- HISTORY OF NETSCAPE FOR FREE
- HISTORY OF NETSCAPE FULL
- HISTORY OF NETSCAPE SOFTWARE
- HISTORY OF NETSCAPE CODE
In the incremental releases that followed in the first half of 1995, Netscape added custom fonts, background colors, and embedded media.
HISTORY OF NETSCAPE FULL
Already in its first release, the browser sported broader image support, cookies, and snazzy design elements.Īt the time, the HTML process was still a bit undefined, so Netscape just rolled full steam ahead. If you were a web designer at the time, there was a lot to get excited about.
HISTORY OF NETSCAPE CODE
The browser team, most of whom had made their mark writing code at Mosaic, brought things up another notch with Navigator. That didn’t stop Netscape from being impressive though. For better or worse, this would eventually come back to hurt Netscape.
HISTORY OF NETSCAPE FOR FREE
The real money, after all, was with enterprise licenses and software. So Netscape kind of walked the line there, making profits from individual sales but accessible for free to more savvy users. After the browser’s official release, Netscape more or less kept this practice up, making “evaluation” versions of their browser free to download. It helped them discover bugs quickly, and embraced the openness that kind of went side by side with the World Wide Web. In the months leading up to the release of Netscape Navigator in December of 1994, the team began beta testing their browser by giving downloads on their website.

And by the way, did you know they were even giving away their browser for free? But if you asked for a recommendation from the shop’s owner, he’d probably end up pointing you straight to Netscape. Ultimately, this code was rewritten, but it was still released as Spyglass Mosaic.
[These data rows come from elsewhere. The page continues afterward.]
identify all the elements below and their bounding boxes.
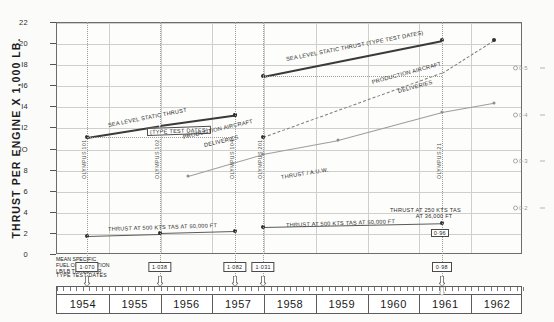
ruler-tick [245,287,246,291]
ruler-tick [63,287,64,291]
ruler-tick [199,287,200,291]
fuel-consumption-value: 1·070 [75,262,98,272]
ruler-tick [193,287,194,291]
ruler-tick [407,287,408,291]
right-axis-tick-mark [540,68,545,69]
ruler-tick [316,287,317,291]
ruler-tick [238,287,239,291]
ruler-tick [76,287,77,291]
y-axis-tick-label: I8 [10,60,28,69]
ruler-tick [148,287,149,291]
gridline-horizontal [57,107,521,108]
ruler-tick [361,287,362,291]
ruler-tick [368,287,369,291]
y-axis-tick-label: 8 [10,165,28,174]
right-axis-tick-label: 0·4 [519,112,528,118]
timeline-ruler [57,287,521,295]
year-separator [471,294,472,313]
ruler-tick [348,287,349,291]
ruler-tick [109,287,110,291]
ruler-tick [284,287,285,291]
ruler-tick [374,287,375,291]
ruler-tick [381,287,382,291]
ruler-tick [161,287,162,291]
ruler-tick [225,287,226,291]
right-axis-tick-label: 0·3 [519,158,528,164]
y-axis-tick-label: I4 [10,102,28,111]
ruler-tick [135,287,136,291]
y-axis-tick-mark [50,212,56,213]
y-axis-tick-label: 20 [10,39,28,48]
fuel-consumption-value: 0·98 [432,262,452,272]
gridline-horizontal [57,192,521,193]
gridline-vertical [161,23,162,253]
year-separator [419,294,420,313]
ruler-tick [232,287,233,291]
ruler-tick [329,287,330,291]
ruler-tick [290,287,291,291]
ruler-tick [419,287,420,291]
ruler-tick [167,287,168,291]
ruler-tick [342,287,343,291]
year-separator [316,294,317,313]
data-point-marker [187,175,190,178]
inline-value-box: 0·96 [431,229,449,237]
ruler-tick [271,287,272,291]
fuel-consumption-value: 1·082 [223,262,246,272]
data-point-marker [337,139,340,142]
ruler-tick [154,287,155,291]
ruler-tick [70,287,71,291]
ruler-tick [504,287,505,291]
fuel-consumption-value: 1·031 [251,262,274,272]
type-test-dates-caption: TYPE TEST DATES [56,272,107,278]
right-axis-tick-label: 0·2 [519,205,528,211]
ruler-tick [491,287,492,291]
ruler-tick [219,287,220,291]
gridline-vertical [212,23,213,253]
ruler-tick [471,287,472,291]
annotation-thrust-250kts: THRUST AT 250 KTS TAS [390,207,461,213]
y-axis-tick-mark [50,233,56,234]
year-label-1955: 1955 [121,298,147,310]
ruler-tick [432,287,433,291]
year-separator [368,294,369,313]
y-axis-tick-label: IO [10,144,28,153]
right-axis-tick-mark [540,207,545,208]
engine-label-olympus-21: OLYMPUS 21 [436,143,442,179]
y-axis-tick-mark [50,106,56,107]
y-axis-tick-label: 0 [10,250,28,259]
ruler-tick [400,287,401,291]
ruler-tick [174,287,175,291]
timeline-marker-arrow-icon [438,282,445,291]
annotation-thrust-250kts-line2: AT 36,000 FT [416,213,453,219]
ruler-tick [186,287,187,291]
year-label-1959: 1959 [329,298,355,310]
ruler-tick [387,287,388,291]
down-arrow-icon [231,273,238,284]
engine-label-olympus-104: OLYMPUS 104 [229,139,235,178]
ruler-tick [128,287,129,291]
ruler-tick [57,287,58,291]
gridline-horizontal [57,44,521,45]
year-label-1960: 1960 [380,298,406,310]
ruler-tick [180,287,181,291]
right-axis-tick-mark [540,114,545,115]
gridline-horizontal [57,23,521,24]
year-label-1957: 1957 [225,298,251,310]
ruler-tick [510,287,511,291]
y-axis-tick-mark [50,191,56,192]
ruler-tick [122,287,123,291]
right-axis-tick-dot [513,66,518,71]
ruler-tick [303,287,304,291]
ruler-tick [277,287,278,291]
right-axis-tick-dot [513,159,518,164]
connector-dotted [87,137,235,138]
engine-dropline [263,22,264,284]
y-axis-tick-label: I2 [10,123,28,132]
ruler-tick [264,287,265,291]
ruler-tick [251,287,252,291]
right-axis-tick-mark [540,161,545,162]
ruler-tick [206,287,207,291]
y-axis-tick-mark [50,22,56,23]
engine-label-olympus-101: OLYMPUS 101 [81,139,87,178]
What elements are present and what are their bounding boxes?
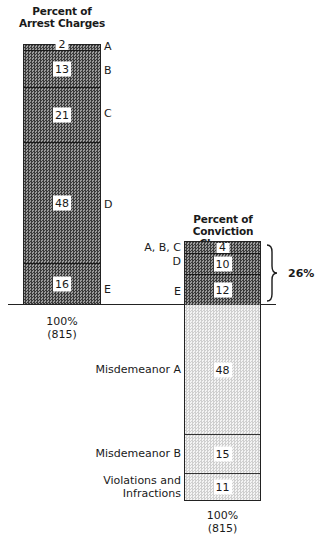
conviction-label-violations-line2: Infractions xyxy=(103,487,181,500)
arrest-title-line2: Arrest Charges xyxy=(8,17,116,29)
arrest-total-n: (815) xyxy=(23,328,101,341)
conviction-label-d: D xyxy=(173,255,181,268)
bracket-percentage: 26% xyxy=(288,267,314,280)
conviction-total: 100% (815) xyxy=(184,509,261,535)
conviction-value-misdemeanor-b: 15 xyxy=(214,447,232,462)
arrest-label-b: B xyxy=(104,64,112,77)
conviction-value-d: 10 xyxy=(214,257,232,272)
conviction-label-misdemeanor-a: Misdemeanor A xyxy=(96,363,182,376)
arrest-value-d: 48 xyxy=(53,196,71,211)
conviction-label-violations-line1: Violations and xyxy=(103,474,181,487)
arrest-segment-e: 16 xyxy=(24,263,100,304)
conviction-label-e: E xyxy=(174,285,181,298)
conviction-charges-bar: 4 10 12 48 15 11 xyxy=(184,241,261,501)
conviction-title-line1: Percent of xyxy=(168,213,278,225)
arrest-label-a: A xyxy=(104,40,112,53)
arrest-segment-b: 13 xyxy=(24,50,100,87)
arrest-label-d: D xyxy=(104,198,112,211)
arrest-label-e: E xyxy=(104,283,111,296)
conviction-label-violations: Violations and Infractions xyxy=(103,474,181,500)
conviction-segment-misdemeanor-b: 15 xyxy=(185,434,260,473)
arrest-segment-d: 48 xyxy=(24,142,100,263)
arrest-total: 100% (815) xyxy=(23,315,101,341)
conviction-label-misdemeanor-b: Misdemeanor B xyxy=(95,447,181,460)
conviction-value-e: 12 xyxy=(214,283,232,298)
conviction-segment-abc: 4 xyxy=(185,242,260,253)
conviction-segment-e: 12 xyxy=(185,274,260,305)
brace-icon xyxy=(264,244,280,302)
conviction-segment-misdemeanor-a: 48 xyxy=(185,305,260,434)
conviction-total-pct: 100% xyxy=(184,509,261,522)
arrest-value-e: 16 xyxy=(53,277,71,292)
arrest-segment-c: 21 xyxy=(24,87,100,142)
conviction-value-misdemeanor-a: 48 xyxy=(214,362,232,377)
arrest-charges-bar: 2 13 21 48 16 xyxy=(23,44,101,305)
conviction-total-n: (815) xyxy=(184,522,261,535)
arrest-value-b: 13 xyxy=(53,62,71,77)
conviction-label-abc: A, B, C xyxy=(144,241,181,254)
conviction-segment-violations: 11 xyxy=(185,473,260,500)
arrest-bar-title: Percent of Arrest Charges xyxy=(8,5,116,29)
conviction-segment-d: 10 xyxy=(185,253,260,274)
arrest-total-pct: 100% xyxy=(23,315,101,328)
arrest-title-line1: Percent of xyxy=(8,5,116,17)
arrest-label-c: C xyxy=(104,107,112,120)
conviction-value-violations: 11 xyxy=(214,480,232,495)
arrest-value-a: 2 xyxy=(56,39,69,50)
conviction-value-abc: 4 xyxy=(216,243,229,253)
arrest-value-c: 21 xyxy=(53,108,71,123)
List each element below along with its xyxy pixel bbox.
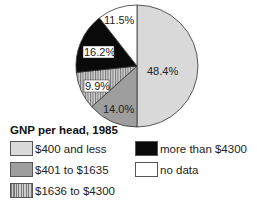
slice-label-48-4: 48.4% [147,65,178,77]
slice-label-11-5: 11.5% [104,14,135,26]
slice-label-14-0: 14.0% [103,103,134,115]
legend-item-no-data: no data [135,162,198,177]
legend-item-401-to-1635: $401 to $1635 [10,162,109,177]
legend-swatch-striped [10,183,33,198]
legend-label: no data [160,164,198,176]
legend-swatch-light-grey [10,141,33,156]
legend-swatch-white [135,162,158,177]
legend-label: $400 and less [35,143,107,155]
legend-label: more than $4300 [160,143,247,155]
legend-title: GNP per head, 1985 [10,124,118,136]
legend-item-400-and-less: $400 and less [10,141,107,156]
legend-item-1636-to-4300: $1636 to $4300 [10,183,115,198]
slice-label-16-2: 16.2% [84,46,115,58]
legend-item-more-than-4300: more than $4300 [135,141,247,156]
pie-chart: 48.4% 14.0% 9.9% 16.2% 11.5% [0,0,257,135]
legend-label: $401 to $1635 [35,164,109,176]
legend-swatch-black [135,141,158,156]
legend-label: $1636 to $4300 [35,185,115,197]
slice-label-9-9: 9.9% [85,80,110,92]
legend-swatch-mid-grey [10,162,33,177]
Spyglass Incorporated, for instance, had licensed code from NCSA to create their own commercial browser. If you were trying to connect to the web in the 90’s, you’d most likely head down to your local computer shop and check out what browsers they had for sale. There was, after all, some alternatives to Netscape. Originally slated to be called Mosaic, the browser they released to the world became known (mostly for legal reasons) as Netscape Navigator, and the company, Netscape Communications. By the end of 1994, they had already delivered a first step. So they went back to NCSA, and walked out with a team of top engineers ready to make that happen. Clark and Andreessen met a few times, and decided that a top of the line commercial browser was exactly what the market needed. So not long after he left Illinois, Andreessen was contacted by Jim Clark, a bit of a legend in the Silicon Valley area. While he was studying there, he had worked on one of the first ever cross platform browsers, NCSA Mosaic, which became the most popular among early browser choices.
HISTORY OF NETSCAPE SOFTWARE
The company began pretty soon after software engineer Marc Andreessen graduated from the University of Illinois in 1994. Netscape had a pretty meteoric rise to the top of the web world. If 1995 did feel like the right time to check out the World Wide Web, chances are pretty high that you would be using one browser in particular to do it. Its repercussions would ripple out to web designers, web users and the software community at large for years to come. It was a conflict that was public, publicized and wide reaching. Those who did decide to visit the web for the first time found themselves standing at the precipice of a technological arms race between two behemoth browsers. Let’s talk about about the “Browser Wars.” They kicked off in the mid-90s, at a time when the world was just starting to come online. The web was still a fuzzy, undefined medium.